There was a long, thoughtful silence before Zara said, ‘We can fix this.’
‘What do you mean?’
Zara held on to her hips, turning in a circle as she worked through the implications. ‘You can go to Gruisea in her place.’
Aisha blinked, shocked. ‘What?’
Stopping, Zara asked, ‘You’re sure it was you on that ship?’
‘Yes.’ The word was a whisper.
Zara nodded, as though deciding on something. ‘Then you will take her place.’
Aisha stepped back from her sister’s words. ‘No. You’re putting too much faith in what I saw.’
‘Have they ever been wrong? These visions of yours?’
Aisha tried to think of one time they had been inaccurate in order to back herself but came up blank.
‘What about when Omar cut his foot,’ Zara continued, ‘and you saw the whole thing the day before it happened. Was any detail incorrect? The colour of his trousers, perhaps?’
Aisha exhaled. ‘No.’
‘Then this path has already been decided, hasn’t it?’
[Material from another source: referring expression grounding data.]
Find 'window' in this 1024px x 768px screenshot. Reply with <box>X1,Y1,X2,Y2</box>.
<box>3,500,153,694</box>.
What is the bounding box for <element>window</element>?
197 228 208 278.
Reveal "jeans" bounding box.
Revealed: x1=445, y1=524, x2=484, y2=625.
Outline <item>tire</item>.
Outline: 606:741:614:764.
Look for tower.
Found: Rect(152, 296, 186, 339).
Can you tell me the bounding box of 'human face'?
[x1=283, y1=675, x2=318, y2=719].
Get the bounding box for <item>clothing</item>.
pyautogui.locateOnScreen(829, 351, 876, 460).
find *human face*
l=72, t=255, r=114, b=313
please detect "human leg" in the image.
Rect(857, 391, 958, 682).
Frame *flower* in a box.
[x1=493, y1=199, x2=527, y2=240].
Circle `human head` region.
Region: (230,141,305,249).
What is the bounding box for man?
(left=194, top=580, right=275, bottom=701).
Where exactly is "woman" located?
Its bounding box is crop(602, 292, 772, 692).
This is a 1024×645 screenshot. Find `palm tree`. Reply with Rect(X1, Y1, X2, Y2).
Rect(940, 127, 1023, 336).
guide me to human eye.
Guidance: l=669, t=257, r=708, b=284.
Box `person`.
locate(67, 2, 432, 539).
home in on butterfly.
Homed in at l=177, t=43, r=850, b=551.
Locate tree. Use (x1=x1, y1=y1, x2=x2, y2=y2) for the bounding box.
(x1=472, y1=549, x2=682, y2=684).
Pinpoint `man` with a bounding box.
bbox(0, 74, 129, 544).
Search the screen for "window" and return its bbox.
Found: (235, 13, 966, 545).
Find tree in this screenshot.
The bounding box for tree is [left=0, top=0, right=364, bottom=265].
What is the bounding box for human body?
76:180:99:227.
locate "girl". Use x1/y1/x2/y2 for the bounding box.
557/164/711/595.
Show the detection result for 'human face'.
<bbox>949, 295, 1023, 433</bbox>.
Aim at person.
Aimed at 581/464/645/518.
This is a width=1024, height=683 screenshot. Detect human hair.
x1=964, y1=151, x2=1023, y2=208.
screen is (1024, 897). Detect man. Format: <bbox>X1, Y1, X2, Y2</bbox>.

A thousand thoughts and feelings hit Aisha at the same time. ‘You heard what he said. He doesn’t want a wife raised inside walls.’
‘We already know he will want you.’
‘But why?’ Aisha shook her head. ‘He doesn’t know anything about me.’
Zara looked around as though the answer lay somewhere in the courtyard. ‘Well, Baba always said he knew from the moment he laid eyes on Mama.’
The comment threw Aisha. Zara never spoke of matters of the heart because it wasn’t practical. They had all assumed that part of her had been suffocated years ago.
‘I just know we need to take full advantage of this attraction before it wanes,’ Zara added. Then, softer, ‘We’re running out of time.’
That sounded much more like the sister Aisha knew.
‘So I’ll go back in there and get this deal done,’ Zara said, the strength returning to her voice.
Aisha glanced in the direction of the garden. ‘And if we’re wrong?’
‘I can be wrong.’ Zara took a slow step forwards, closing the distance between them. ‘But your vision can’t.’
Chapter 2
The Mad King of Avanid seemed surprisingly… sane. Yes, he sweated too much for the climate, and he gripped his robe as though it was the one thing keeping him upright, but the rumours of his mental deterioration had been somewhat exaggerated. He was more than capable of coherent conversation—even if he clearly wished he were elsewhere.
Tariq’s gaze drifted to Kaidon, his anxious bodyguard who was pacing nearby, then to Aisha and Zara, visible through the archway at the edge of the garden. It was abundantly clear that the eldest princess was the one making all the decisions.